Sheridan College Field Trip

By Arjun Gupta

On Monday April 17, 2023, MDHS’s Health & Wellness SHSM class took a field trip to Sheridan College’s Davis Campus. Located in Brampton, it is the largest Sheridan campus, and it houses their cutting edge nursing and pharmacology classrooms. This opportunity was exclusive to Health SHSM students, and it marked the first time that MDHS had ever visited the school. 

Upon arriving, students were escorted by program advocates to a private conference room to attend a presentation about program opportunities at Sheridan. It served as a great informational boost for those currently “shopping” for post-secondary options, regardless of where students are applying. The pharmacist and pharmacy technician then began their course on The Art & Science of Pharmacy. First, the class learned about the role of a pharmacy technician, whose responsibilities include filling prescriptions, delivering to patients, compounding, and managing day-to-day operations. An ancillary position to the pharmacist, they are in extreme high demand across Canada.

Then, the pharmacist taught students about the creativity and ingenuity of compounding pharmacy, where custom medications are synthesized from scratch in different form factors. These dosage forms even include lollipops, lip balms, animal chew toys, and many more. To create lip medicine for a horse, for example, pharmacists had to create a deodorant-sized chapstick with an apple-cinnamon flavour, appealing to the horse while ensuring that that the product is not ingested. 

After receiving a pizza lunch and commemorative loot bag, students embarked on a wide tour across the campus. 

Eventually, the group stopped in the nursing laboratory classrooms. These spaces are ultra-realistic, meant to simulate the real clinical experience for Sheridan nursing students. “It actually felt like I was in a hospital,” one student remarked. Here there were several realistic and interactive practice mannequins, some costing up to $216,000. 

Humberto Laranjo, RN, is the Lab Manager for Sheridan’s nursing program. Formerly a teacher, he now oversees the department’s operations. When asked about the goals of the program, this is what he had to say:

“The goal is to try to simulate [nursing] as much as we can to what students will face in clinical settings. The scenarios we craft are designed to be realistic as possible, with proper medications that you’d find specifically in hospitals. The vials would have the same labels, everything. Then with the mannequins, through the use of a SimPad or laptop, we basically put the students through various testings. We’ll have a scenario with, say pneumonia, so then we would change the sounds of the mannequin’s lung fields to match an actual pneumonia patient. So, when they go into the clinical setting and hear those sounds, they’ll know ‘oh this patient probably has pneumonia’. So we do that for various things that they would learn within their classroom.”

He also notes that Sheridan College is one of the pioneers of using VR and AR technology to study anatomy. Talk about a firsthand experience!

“The other aspect of our program is the virtual reality. You put on the goggles, a patient pops up around you, and you’re in an actual hospital room. Let’s say the doctor’s orders were to give a certain medication, and if you gave the wrong med, the scenario would change and interact accordingly. Then we have a new augmented reality program called HALO, where you interact with the anatomy of the human body. With those glasses, you’re in a normal room, but in front of you, let’s say, a skeleton pops up, and you are now able to kind of swim through and look at the bone structures, the density, look at the ventricles of the heart. So with each little organ, each bone structure, you’re actually able to get down to the fine details. Based on all of these technologies, some high fidelity, some lower fidelity, some VR, some AR, we hope that when students go out into the real world, the education is firmly embedded in them.”

Unfortunately, our SHSM students were not able to demo the VR/AR goggles, but they were free to roam the many classrooms/observation rooms and observe the equipment as they pleased. 

Finally, SHSM students made their way to the pharmacology laboratory classroom, where they got to step into the shoes of a pharmacy technician in a special lab workshop. Students donned their personal protective equipment like they had learned in class, and were now tasked with creating a glaxal-based topical with equal parts camphor and menthol. 

View more field trip photos + healthcare activities here.

Though the lotion was never served to actual patients, all of the used materials and equipment were fully authentic. Students had to precisely weigh then combine the crystal menthol and camphor in a mortar and pestle, a process called trituration. Afterwards, students would mix the glaxal base into the solution, creating a medicated lotion. “I feel like Jesse Pinkman”, one student joked. 

Soon after doffing their gear and washing all of the equipment, students hurried back to their bus to head home for the day.

All in all, a highly unique and immersive experience that future classes will surely enjoy as much as we did.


## What is required
Copy out, from the data below, each line in which the word "excluded" occurs.
START Information shown
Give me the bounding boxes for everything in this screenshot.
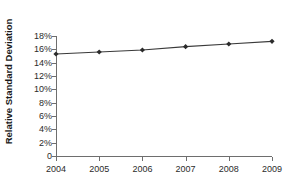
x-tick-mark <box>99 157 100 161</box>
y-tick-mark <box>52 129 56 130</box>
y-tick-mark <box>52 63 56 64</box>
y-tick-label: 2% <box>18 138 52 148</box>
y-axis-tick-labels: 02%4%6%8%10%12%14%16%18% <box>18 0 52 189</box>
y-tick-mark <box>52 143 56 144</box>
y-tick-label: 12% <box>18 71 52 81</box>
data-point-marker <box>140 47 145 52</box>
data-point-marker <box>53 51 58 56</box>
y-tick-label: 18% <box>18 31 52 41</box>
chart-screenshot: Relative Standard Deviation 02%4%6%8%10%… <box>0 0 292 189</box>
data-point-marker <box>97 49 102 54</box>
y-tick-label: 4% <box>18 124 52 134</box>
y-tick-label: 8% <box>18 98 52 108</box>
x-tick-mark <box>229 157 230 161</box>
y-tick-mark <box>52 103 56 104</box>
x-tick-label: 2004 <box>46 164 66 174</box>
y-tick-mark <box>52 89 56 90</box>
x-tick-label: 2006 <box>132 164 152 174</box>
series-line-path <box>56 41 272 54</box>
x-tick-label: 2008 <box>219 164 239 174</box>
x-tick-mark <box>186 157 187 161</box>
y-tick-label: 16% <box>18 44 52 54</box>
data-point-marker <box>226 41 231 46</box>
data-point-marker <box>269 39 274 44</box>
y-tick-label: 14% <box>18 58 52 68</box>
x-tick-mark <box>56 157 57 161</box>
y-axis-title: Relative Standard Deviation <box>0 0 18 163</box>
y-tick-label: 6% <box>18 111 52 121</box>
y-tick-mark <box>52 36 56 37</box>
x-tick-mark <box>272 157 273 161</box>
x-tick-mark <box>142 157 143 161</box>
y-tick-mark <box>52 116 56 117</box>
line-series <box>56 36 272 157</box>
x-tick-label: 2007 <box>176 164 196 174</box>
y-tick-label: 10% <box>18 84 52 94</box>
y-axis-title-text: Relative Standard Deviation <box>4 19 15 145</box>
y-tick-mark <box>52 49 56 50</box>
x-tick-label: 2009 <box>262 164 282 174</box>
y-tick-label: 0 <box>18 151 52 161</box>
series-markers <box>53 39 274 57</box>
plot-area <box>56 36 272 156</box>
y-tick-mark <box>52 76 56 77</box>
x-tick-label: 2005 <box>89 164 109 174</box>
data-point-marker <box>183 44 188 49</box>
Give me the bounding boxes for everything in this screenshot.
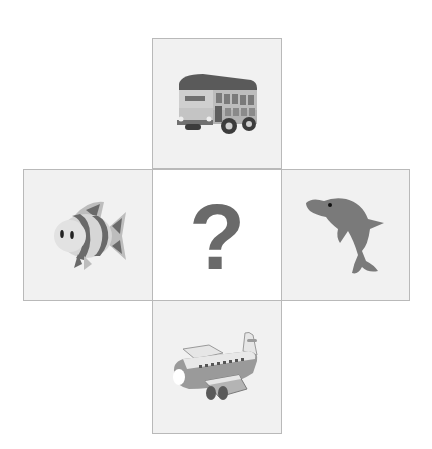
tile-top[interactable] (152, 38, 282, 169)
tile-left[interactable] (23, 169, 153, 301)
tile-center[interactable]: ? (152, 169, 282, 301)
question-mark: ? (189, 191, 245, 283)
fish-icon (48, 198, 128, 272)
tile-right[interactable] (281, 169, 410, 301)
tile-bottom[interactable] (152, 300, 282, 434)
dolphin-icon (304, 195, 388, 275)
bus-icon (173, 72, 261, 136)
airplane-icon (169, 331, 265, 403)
END Information shown
START Information shown
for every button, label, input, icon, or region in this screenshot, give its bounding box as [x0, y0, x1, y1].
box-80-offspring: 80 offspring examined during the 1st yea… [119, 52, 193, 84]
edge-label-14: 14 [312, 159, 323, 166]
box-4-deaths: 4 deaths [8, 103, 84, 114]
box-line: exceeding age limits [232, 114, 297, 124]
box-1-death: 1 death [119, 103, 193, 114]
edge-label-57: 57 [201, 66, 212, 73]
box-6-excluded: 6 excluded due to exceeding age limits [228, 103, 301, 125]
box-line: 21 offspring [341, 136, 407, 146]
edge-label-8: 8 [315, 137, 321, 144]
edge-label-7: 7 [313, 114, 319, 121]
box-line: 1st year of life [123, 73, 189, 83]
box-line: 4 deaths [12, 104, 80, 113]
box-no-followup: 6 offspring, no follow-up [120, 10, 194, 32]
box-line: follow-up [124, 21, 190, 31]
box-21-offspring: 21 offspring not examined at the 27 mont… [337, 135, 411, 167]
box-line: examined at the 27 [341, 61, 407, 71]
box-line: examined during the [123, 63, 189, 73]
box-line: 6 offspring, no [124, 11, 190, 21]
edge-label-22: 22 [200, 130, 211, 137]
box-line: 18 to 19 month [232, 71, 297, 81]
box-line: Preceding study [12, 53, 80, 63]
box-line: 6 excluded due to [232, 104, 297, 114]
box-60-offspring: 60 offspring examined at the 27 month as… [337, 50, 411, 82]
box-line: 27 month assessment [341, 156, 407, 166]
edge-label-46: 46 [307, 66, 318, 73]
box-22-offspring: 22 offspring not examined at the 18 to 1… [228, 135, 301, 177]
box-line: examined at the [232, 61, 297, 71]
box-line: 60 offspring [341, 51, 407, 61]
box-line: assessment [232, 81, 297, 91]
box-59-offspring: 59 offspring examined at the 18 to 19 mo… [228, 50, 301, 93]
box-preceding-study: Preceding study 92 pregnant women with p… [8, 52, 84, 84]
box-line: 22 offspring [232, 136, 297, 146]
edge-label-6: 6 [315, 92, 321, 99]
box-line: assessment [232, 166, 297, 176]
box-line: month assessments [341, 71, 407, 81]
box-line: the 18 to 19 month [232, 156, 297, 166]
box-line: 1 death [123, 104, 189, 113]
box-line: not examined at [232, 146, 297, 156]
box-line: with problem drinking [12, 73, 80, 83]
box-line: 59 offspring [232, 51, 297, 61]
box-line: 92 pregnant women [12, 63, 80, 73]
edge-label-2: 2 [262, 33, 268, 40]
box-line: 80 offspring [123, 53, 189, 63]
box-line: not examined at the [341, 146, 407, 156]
END Information shown
## Completed exercise
box-6-excluded: 6 excluded due to exceeding age limits [228, 103, 301, 125]
box-line: 6 excluded due to [232, 104, 297, 114]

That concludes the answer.